‘The Spirit of the Beehive’: Victor Erice’s quietly unsettling take on horror
On first viewing, The Spirit of the Beehive is not necessarily an all-out horror—the film is actually listed as a drama/classic when you search it on Google. But the 1973 beloved Spanish-language story is one of director Victor Erice’s masterpieces, with an approach to horror that’s so subtle that you could miss it.
In Castilla around 1940, a travelling movie theatre brings James Whale’s black and white film classic Frankenstein to a small village. A little girl, Ana (Ana Torrent), is profoundly disturbed by the scenes in which the monster murders the little girl and is later killed himself by the villagers.
She questions her sister, Isabel (Isabel Tellería), about the profundities of life and death and believes her older sibling when she tells her that the monster is not dead, but exists as a spirit inhabiting a nearby barn, so of course they go in search of it. When a Loyalist soldier, a fugitive from Franco’s victorious army, hides out in the barn, Ana crosses from reality into a fantasy world of her own.
A few years separate Ana and Isabel, but Ana quickly becomes dependent on her sister to navigate her growth, especially understanding the mysteries in the film. What follows is considered a coded message about Franco’s fascist regime, but more definitively, The Spirit of the Beehive seems to be a strong ode to how children’s imaginations can lead them into mischief and often help them understand or avoid the troubles around them.
Of course, the inclusion of Frankenstein as a means for the entire plot to play out heavily leans towards the horror genre; there’s no disputing that. But what is perhaps more fascinating is our point of view, which is that of Ana’s, a childlike wonderment, which isn’t entirely scared of the horrific monster but more intrigued by it. The wounded soldier in the barn is not exactly a monster, but in Ana’s imagination, he is. She treats him well and wants to help him, suggesting that perhaps we aren’t born scared of ‘monsters’, and although they are scary at first, given Ana’s original trauma, they can be just like us.
Erice’s exploration of what a monster is makes The Spirit of the Beehive a bit different from other films at the time – it acts partly as a horror film itself whilst commenting on the horror genre as a whole from an outside perspective. The cannibal family in The Texas Chain Saw Massacre, the possessed Regan in The Exorcist, and the ravenous coven in Suspiria are all pure evil, with no rhyme or reason, and seemingly come from nowhere.
What Erice does is essentially humanise the monster, using a child’s point of view to talk us through it. The Spirit of the Beehive largely deviates from anything the parents or any adults have to say in the town, choosing to focus on Ana and Isabel and, ultimately, their perspective. The fact that Ana is now exposed to the soldier, of course, puts her life at risk – they are on opposite sides – but there’s an oddly serene atmosphere in their scenes together.
Cinematographer Luis Cuadrado makes some purposeful decisions that add to the overall effect, and with the interiors of the family home, he creates vistas of empty rooms where footsteps echo. The house doesn’t seem to be occupied by the family much. The girls are often alone. The parents are also in separate rooms. This all works to widen the world of the children, as large, empty spaces will make smaller people smaller and the space bigger, a horror trope once again.
Many of the father’s poems also involve the mindless churning activity of his beehives, and the house’s yellow-tinted honeycomb windows make an unmistakable reference to these beehives, hence the film’s title. This unsettling detail is one that Erice no doubt slaved over, too, evoking a feeling that the house is, in essence, a beehive, with the family acting as the bees, surely with some sort of link back to the Spanish Civil War.
The way Erice combines subtle elements like these whilst tying everything together with a horror classic like Frankenstein makes for an unsettling take on horror, and the film’s quietness and serenity only make things more disconcerting – starkly different to the more outrageous horrors of the time. The Spirit of the Beehive is often still cited as one of the best Spanish films of all time, and with such an unconventional take on a genre, that’s pretty unsurprising.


▶ **EXERCISE**:
The response should hold each line from the entries below where "content" is found.

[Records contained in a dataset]
● ● ● ●

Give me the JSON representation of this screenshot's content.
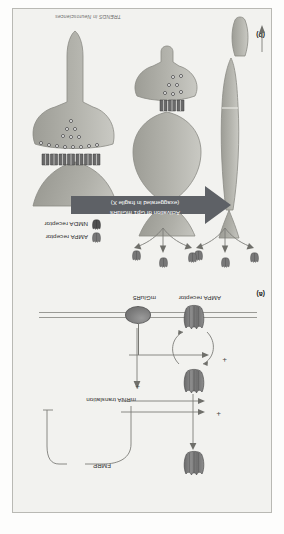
{
  "figure": {
    "journal_watermark": "TRENDS in Neurosciences",
    "panel_a": {
      "letter": "(a)",
      "labels": {
        "mglur5": "mGluR5",
        "ampa_receptor": "AMPA receptor",
        "mrna_translation": "mRNA translation",
        "fmrp": "FMRP",
        "plus_1": "+",
        "plus_2": "+",
        "plus_3": "+",
        "plus_4": "+"
      }
    },
    "panel_b": {
      "letter": "(b)",
      "big_arrow_text_line1": "Activation of Gp1 mGluRs",
      "big_arrow_text_line2": "(exaggerated in fragile X)",
      "legend": [
        {
          "icon": "ampa-receptor-icon",
          "label": "AMPA receptor"
        },
        {
          "icon": "nmda-receptor-icon",
          "label": "NMDA receptor"
        }
      ]
    }
  },
  "colors": {
    "figure_background": "#f2f2ef",
    "figure_border": "#b9b9b4",
    "arrow_banner": "#5e6166",
    "arrow_banner_text": "#ffffff",
    "spine_fill": "#b4b4ae",
    "spine_stroke": "#8a8a84",
    "receptor_dark": "#6c6c6c",
    "vesicle_fill": "#fbfbfb",
    "line_gray": "#7d7d78",
    "text": "#2b2b2b"
  }
}
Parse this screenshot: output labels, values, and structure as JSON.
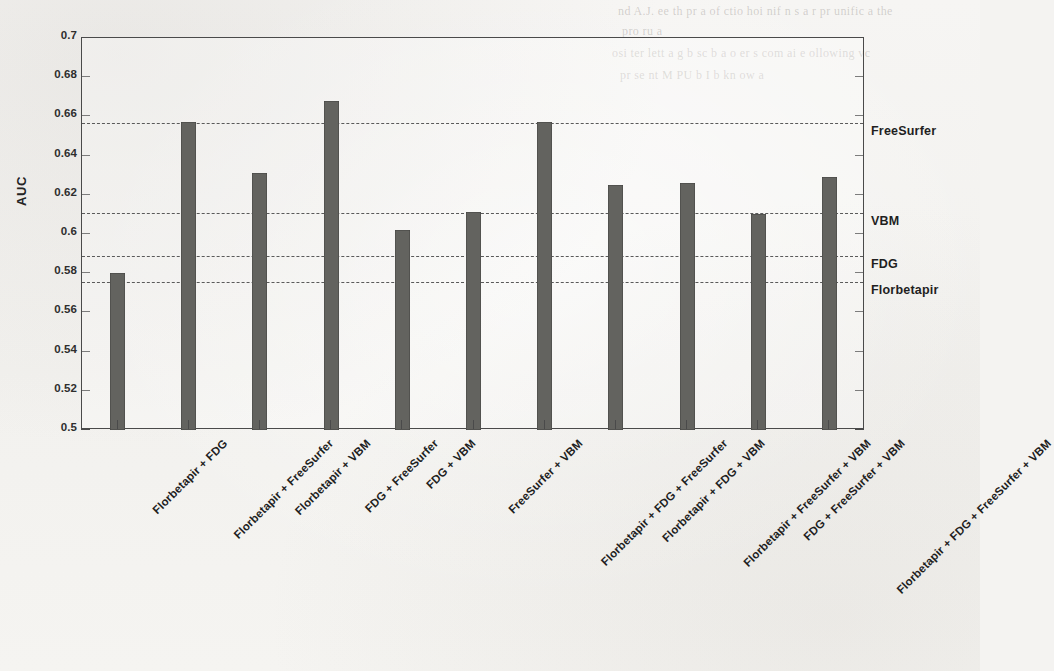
{
  "chart_data": {
    "type": "bar",
    "title": "",
    "xlabel": "",
    "ylabel": "AUC",
    "ylim": [
      0.5,
      0.7
    ],
    "yticks": [
      0.5,
      0.52,
      0.54,
      0.56,
      0.58,
      0.6,
      0.62,
      0.64,
      0.66,
      0.68,
      0.7
    ],
    "ytick_labels": [
      "0.5",
      "0.52",
      "0.54",
      "0.56",
      "0.58",
      "0.6",
      "0.62",
      "0.64",
      "0.66",
      "0.68",
      "0.7"
    ],
    "grid": false,
    "legend": "none",
    "bar_color": "#63635f",
    "categories": [
      "Florbetapir + FDG",
      "Florbetapir + FreeSurfer",
      "Florbetapir + VBM",
      "FDG + FreeSurfer",
      "FDG + VBM",
      "FreeSurfer + VBM",
      "Florbetapir + FDG + FreeSurfer",
      "Florbetapir + FDG + VBM",
      "Florbetapir + FreeSurfer + VBM",
      "FDG + FreeSurfer + VBM",
      "Florbetapir + FDG + FreeSurfer + VBM"
    ],
    "values": [
      0.58,
      0.657,
      0.631,
      0.668,
      0.602,
      0.611,
      0.657,
      0.625,
      0.626,
      0.61,
      0.629
    ],
    "reference_lines": [
      {
        "label": "FreeSurfer",
        "value": 0.6565,
        "style": "dashed"
      },
      {
        "label": "VBM",
        "value": 0.6105,
        "style": "dashed"
      },
      {
        "label": "FDG",
        "value": 0.589,
        "style": "dashed"
      },
      {
        "label": "Florbetapir",
        "value": 0.5755,
        "style": "dashed"
      }
    ]
  },
  "page": {
    "bleed_lines": [
      "nd A.J.  ee  th  pr a  of  ctio  hoi  nif  n  s  a  r  pr  unific  a  the",
      "pro  ru  a",
      "osi  ter  lett  a  g  b  sc  b  a  o  er  s  com  ai  e  ollowing vc",
      "pr  se  nt  M  PU  b  I  b  kn  ow  a"
    ]
  }
}
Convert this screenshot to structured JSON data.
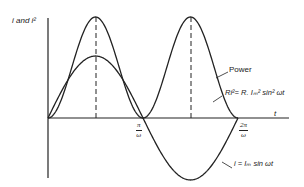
{
  "diagram": {
    "y_axis_label": "i and i²",
    "x_axis_label": "t",
    "ticks": [
      {
        "num": "π",
        "den": "ω"
      },
      {
        "num": "2π",
        "den": "ω"
      }
    ],
    "labels": {
      "power": "Power",
      "power_eq": "Ri²= R. Iₘ² sin² ωt",
      "current_eq": "i = Iₘ sin ωt"
    },
    "colors": {
      "line": "#222222",
      "background": "#ffffff"
    }
  },
  "chart_data": {
    "type": "line",
    "title": "",
    "xlabel": "t",
    "ylabel": "i and i²",
    "x_ticks": [
      "π/ω",
      "2π/ω"
    ],
    "series": [
      {
        "name": "i = Im sin ωt",
        "shape": "sine",
        "amplitude_rel": 0.6,
        "period": "2π/ω"
      },
      {
        "name": "Power Ri² = R Im² sin² ωt",
        "shape": "sin²",
        "amplitude_rel": 1.0,
        "period": "π/ω"
      }
    ],
    "annotations": [
      "dashed vertical lines at π/2ω and 3π/2ω"
    ]
  }
}
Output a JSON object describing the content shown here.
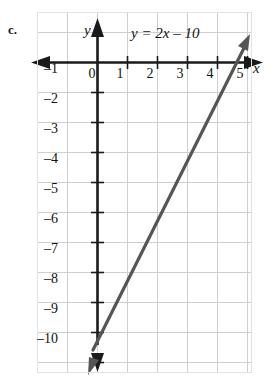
{
  "figure": {
    "part_label": "c.",
    "equation": "y = 2x – 10",
    "axis_names": {
      "x": "x",
      "y": "y"
    }
  },
  "chart_data": {
    "type": "line",
    "title": "",
    "subtitle": "",
    "equation": "y = 2x - 10",
    "slope": 2,
    "y_intercept": -10,
    "x_intercept": 5,
    "xlabel": "x",
    "ylabel": "y",
    "xlim": [
      -1,
      6
    ],
    "ylim": [
      -11,
      1
    ],
    "xticks": [
      0,
      1,
      2,
      3,
      4,
      5
    ],
    "xtick_labels": [
      "0",
      "1",
      "2",
      "3",
      "4",
      "5"
    ],
    "yticks": [
      -1,
      -2,
      -3,
      -4,
      -5,
      -6,
      -7,
      -8,
      -9,
      -10
    ],
    "ytick_labels": [
      "–1",
      "–2",
      "–3",
      "–4",
      "–5",
      "–6",
      "–7",
      "–8",
      "–9",
      "–10"
    ],
    "grid": true,
    "legend": "none",
    "series": [
      {
        "name": "y = 2x - 10",
        "points": [
          [
            0,
            -10
          ],
          [
            5,
            0
          ]
        ],
        "arrows": "both",
        "color": "#555555"
      }
    ],
    "annotations": [
      {
        "text": "y = 2x – 10",
        "x": 1.3,
        "y": 0.85
      }
    ],
    "colors": {
      "line": "#555555",
      "axis": "#1a1a1a",
      "grid": "#cfcfcf",
      "text": "#111111",
      "background": "#ffffff"
    }
  },
  "ticks": {
    "x": [
      {
        "label": "0",
        "px": 92,
        "py": 66
      },
      {
        "label": "1",
        "px": 120,
        "py": 66
      },
      {
        "label": "2",
        "px": 150,
        "py": 66
      },
      {
        "label": "3",
        "px": 180,
        "py": 66
      },
      {
        "label": "4",
        "px": 210,
        "py": 66
      },
      {
        "label": "5",
        "px": 240,
        "py": 66
      }
    ],
    "y": [
      {
        "label": "–1",
        "px": 58,
        "py": 70
      },
      {
        "label": "–2",
        "px": 58,
        "py": 100
      },
      {
        "label": "–3",
        "px": 58,
        "py": 130
      },
      {
        "label": "–4",
        "px": 58,
        "py": 160
      },
      {
        "label": "–5",
        "px": 58,
        "py": 190
      },
      {
        "label": "–6",
        "px": 58,
        "py": 220
      },
      {
        "label": "–7",
        "px": 58,
        "py": 250
      },
      {
        "label": "–8",
        "px": 58,
        "py": 280
      },
      {
        "label": "–9",
        "px": 58,
        "py": 310
      },
      {
        "label": "–10",
        "px": 58,
        "py": 340
      }
    ]
  }
}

● ● ● ●

▶ **RESPONSE BOX**:
Give me the JSON representation of this screenshot's content.
Output a JSON object describing the content shown here.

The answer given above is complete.